The indestructible world of art
A month on from the highest total sales tally ever realised in the history of art auctions and the world is still coming to terms with everything. Christie’s, which hosted the $495 million (approximately £325 million) bonanza in New York, described it as a watershed moment and “a new era in the art market”.
Jackson Pollock’s Number 19, 1948, went under the hammer for $58 million (£38.5 million), Roy Lichtenstein’s Woman with a Flower Hat was snapped up for $56 million (£37 million) and Jean-Michel Basquiat’s Dustheads took in a very nice $48.8 million (£32 million). All were records for the artists at auction and there were more; 16 to be exact.
While the evident vibrancy of the art market is welcome, it still doesn’t quite feel real. The liveliness of the industry is dreamlike, as if you accidentally fell through one of the canvases of a Ralph Goings painting and found yourself in the photorealist world he had constructed.
It’s all about context, the spirit of the time, and certainly, the world is in an odd state of limbo, all thanks to a certain financial revelation in 2008. Call it a major depression akin to that experienced in the thirties or refer to it as the inevitable post-recession lull that follows economic crises, what is certain is that “Kansas has gone bye-bye” (to lend a nice phrase from The Matrix).
Yet in spite of the fact that the eurozone is seemingly one step away from some meltdown or another, the US is still unable to remedy its now embedded high unemployment and China is apparently powerless to prevent its economy slowing down, the global art world is stubbornly buoyant.
The question that everyone has been asking after Christie’s landmark event is whether or not this is a trend that has real staying power? It’s not an aberration, as works of art have been selling rather splendidly over the last few years. Things have simply got better and better and a new level was reached last month.
Can half a billion be matched? Although it’d be foolish to hedge your bets on that answer – for what do any of us really know about the mechanics of “the latest thing” – there are a few enviable individuals with a fever for art that is matched by their abstract bank accounts.
They can alone ensure sales figures remain respectable, while the migration of traditional investors from the exhausted world of stocks and shares and the growing buying power of China’s nouveau-riche to the industry can up the ante and help deliver unparallelled results.
Cadogan Tate has extensive experience in shipping fine art all over the world.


From the entries that follow, work out how many lines contain "bbox". Write the number only.

═══ Source records

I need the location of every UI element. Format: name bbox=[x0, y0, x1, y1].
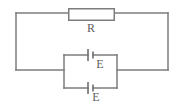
cell-top-label: E bbox=[96, 57, 103, 71]
cell-bottom-label: E bbox=[92, 90, 99, 104]
resistor-label: R bbox=[87, 21, 95, 35]
circuit-diagram: R E E bbox=[0, 0, 181, 110]
circuit-svg: R E E bbox=[0, 0, 181, 110]
resistor-body bbox=[69, 9, 115, 21]
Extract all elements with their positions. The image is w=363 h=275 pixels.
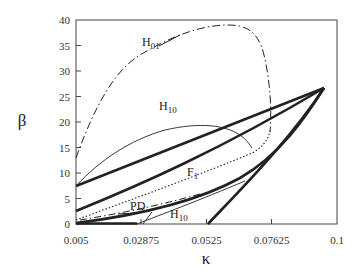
- curves: [76, 25, 324, 224]
- x-axis: [141, 219, 272, 224]
- y-tick-0: 0: [65, 218, 71, 230]
- y-tick-5: 5: [65, 193, 71, 205]
- y-axis: [76, 46, 81, 225]
- x-tick-labels: 0.005 0.02875 0.0525 0.07625 0.1: [64, 234, 344, 246]
- fourth-thick-boundary: [208, 88, 324, 224]
- y-tick-20: 20: [59, 116, 71, 128]
- x-tick-0.07625: 0.07625: [254, 234, 290, 246]
- x-tick-0.0525: 0.0525: [191, 234, 222, 246]
- x-tick-0.02875: 0.02875: [123, 234, 159, 246]
- y-tick-10: 10: [59, 167, 71, 179]
- x-tick-0.1: 0.1: [330, 234, 344, 246]
- y-tick-labels: 0 5 10 15 20 25 30 35 40: [59, 14, 71, 230]
- y-tick-15: 15: [59, 142, 71, 154]
- h01-curve: [76, 25, 271, 158]
- y-tick-25: 25: [59, 91, 71, 103]
- second-thick-boundary: [76, 88, 324, 211]
- label-h01: H01: [142, 35, 160, 51]
- label-h10-upper: H10: [159, 99, 177, 115]
- h01-leader: [159, 35, 180, 46]
- y-tick-30: 30: [59, 65, 71, 77]
- h10-lower-leader: [143, 212, 152, 224]
- x-axis-label: κ: [202, 249, 211, 268]
- curve-labels: H01 H10 F1 PD H10: [130, 35, 198, 223]
- y-tick-40: 40: [59, 14, 71, 26]
- label-f1: F1: [187, 165, 198, 181]
- bifurcation-chart: 0 5 10 15 20 25 30 35 40 0.005 0.02875 0…: [0, 0, 363, 275]
- y-axis-label: β: [18, 111, 27, 130]
- y-tick-35: 35: [59, 40, 71, 52]
- x-tick-0.005: 0.005: [64, 234, 89, 246]
- label-h10-lower: H10: [170, 207, 188, 223]
- label-pd: PD: [130, 199, 146, 213]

══════

Solution to the exercise - 7